I'm practicing my "Alaska Facts" with local friends who happen to be traveling to Alaska this summer.
Looking for every opportunity to pick up new facts -
I'm a beginner - but hoping someone else thinks this would make things a bit easier when we greet our first "tourists" in Alaska -
For instance, I learned last week -from a souvenir Alaskan placemat still pasted into a friend's scrapbook- that the state bird is the Willow Ptarmigan and the state rock is Jade.
That still didn't tell me much so I looked up W. P. and found that it's about the size of a chicken and lives, of course, in willows, primarily.....
AND that there's a 2 ton Jade stone sitting outside a building in Anchorage (Yup - I already forgot which building - anyone know?)
aha - I just copied and pasted the info below - from the internet. I know this is really, really basic stuff -
Do you have info on Alaska that might help me or others learn more ?
THANKS
Barb
One might assume that jade is easily found at Alaska's majestic Jade Mountain, a real mountain made completely of dark green jade. However this Alaskan wonder is inaccessible to visitor, as it is situated on the Seward Peninsula, a remote region unreachable by highway.
Jade in Alaska is generally found in the Dall, Shungnak and Kobuk rivers.
The Kobuk River, a 200-mile stream spanning Brooks Range to Kotzuebue Sound to the Chukchi Sea, has been a historically valuable source of jade. Visitors to Alaska can spend an enjoyable day at the Kobuk Valley National Park, home of the Kobuk River as well as the Kobuk Valley Jade, a unique store where you can actually see jade boulders being sawed and shined, and where many Alaskan handcrafted products, from jade jewelry to Eskimo-carved walrus ivory, are made.

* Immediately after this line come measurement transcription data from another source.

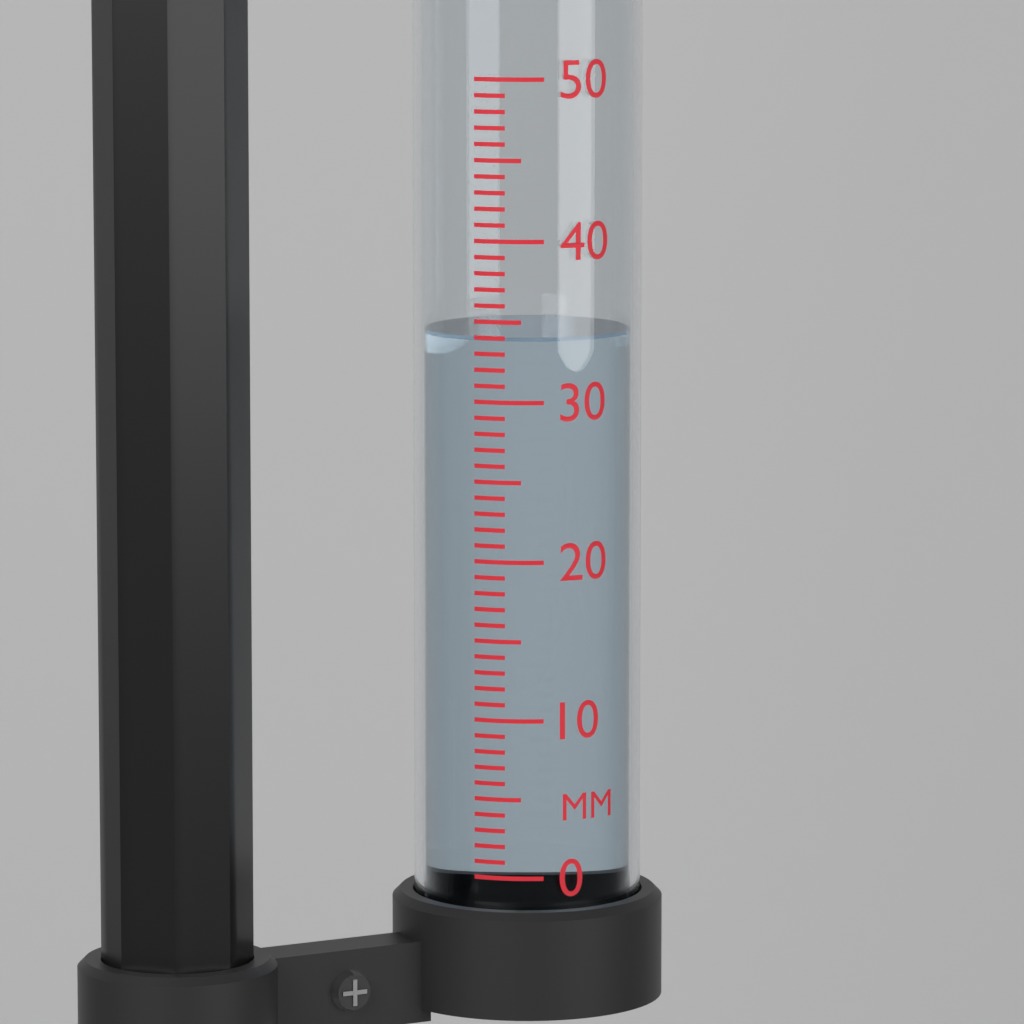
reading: 34 mm
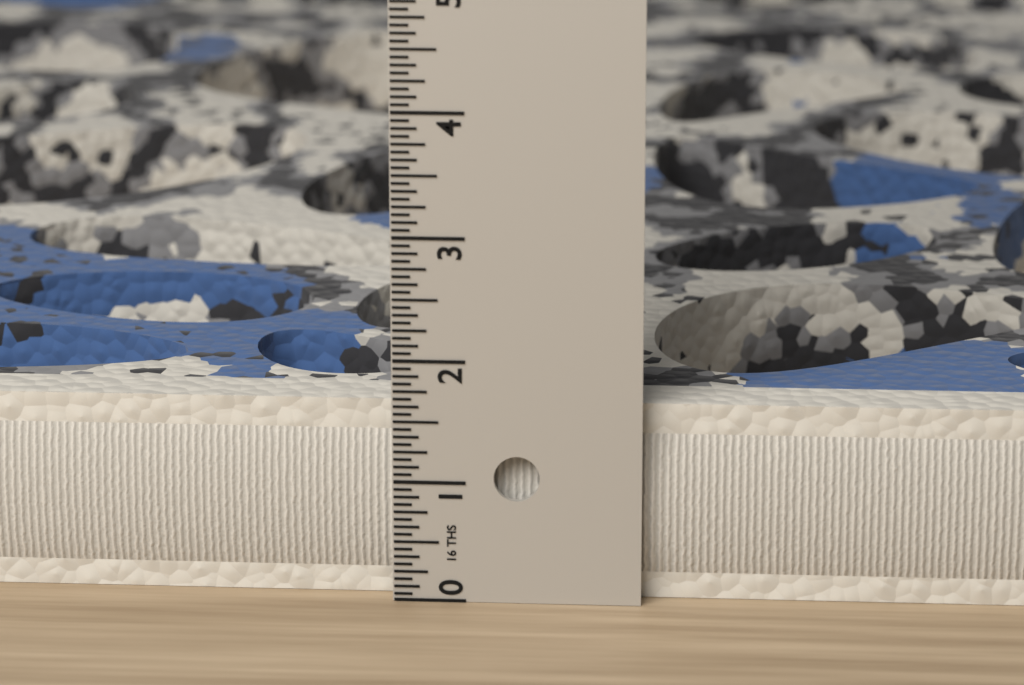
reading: 1.6250 in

When visitors explore this area, they will know they are following in the footsteps of the ancients. When the original Alaskans found the nuggets of jade that tumbled downstream in the Kobuk River, they used the gem to make tools, weapons, and jewelry. Later anthropologists in the 1940's and the 1960's journeyed across the Kobuk tundra, traveling the Kobuk River by canoe, stopping along the way to dig for jade at the base of the resplendent Jade Mountain.